Decasia: The State of Decay - by Bill Morrison

  • Uses nitrate footage - very unstable medium, decays rapidly and compustible. Film theme thus links to the medium.
  • Opens with whirling dirvishes, then whirling reels of film going through developer. Then montage of decayed film overlaid onto footage of sea on rocks, camel trail through desert; then a series of clips with severe decay and/or overlaying negative and positive.
  • Draws attention to the fragility of the medium of film (and of memory?)
  • Back to spinning thread, spinning machinery, then reeling film again - inspected by hand; physicality of the medium; then spinning circus rides, ferris wheel, etc, back to whirling dirvish again. Draws attention to how the illusion of a 'moving' image is constructed with the circular rotation of film.

The Cineseizre - by Martin Arnold, 1998

1. Piece Touche 2. Passage a l'acte 3.Aone. Life wastes Andy Hardy.

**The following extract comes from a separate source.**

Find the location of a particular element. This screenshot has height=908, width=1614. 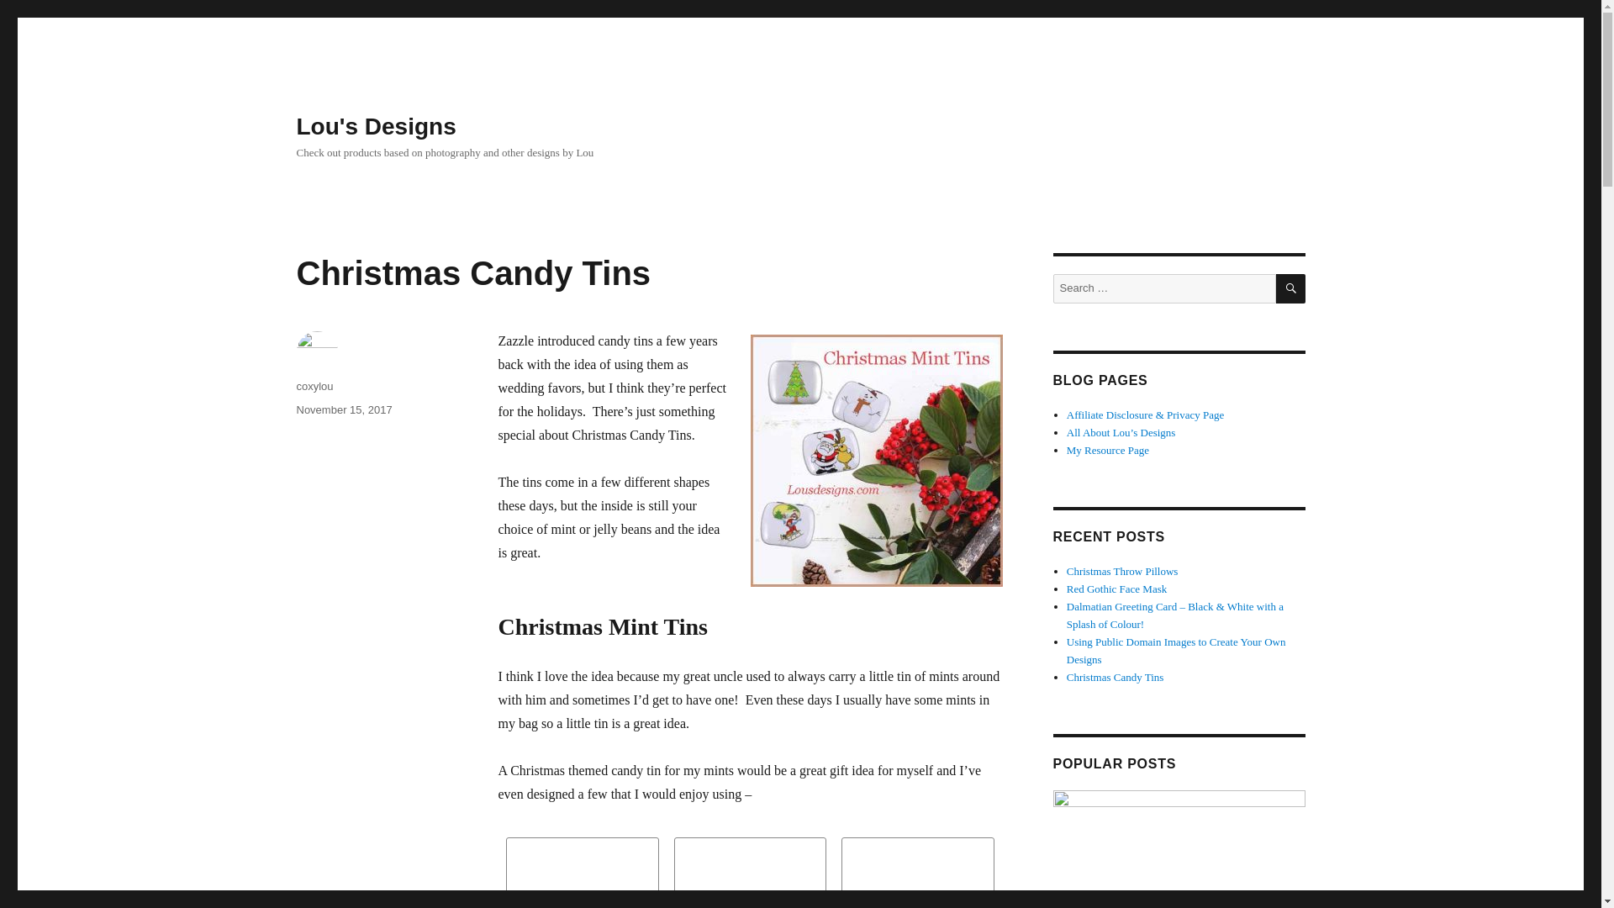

  • Short films that use archive footage and deconstruct it by speeding it up, slowing it down and looping small sections.
  • Intensifies our attention to the minute gestures of actors and expands the tense dramatic pauses in the original

Trailer: Psycho / Viennale spot

See also: Douglas Gordon's '24 Hour Psycho'


Both Arnold & Morrison use optical printers for analogue editing.

Peter Tscherkassky - 'Motion Picture - (La Sortie des ourvriers de l'usine lumiere a lyon)'

  • Takes a single frame from 'workers leaving the factory' - famous clip - and re-works it in an optical printer.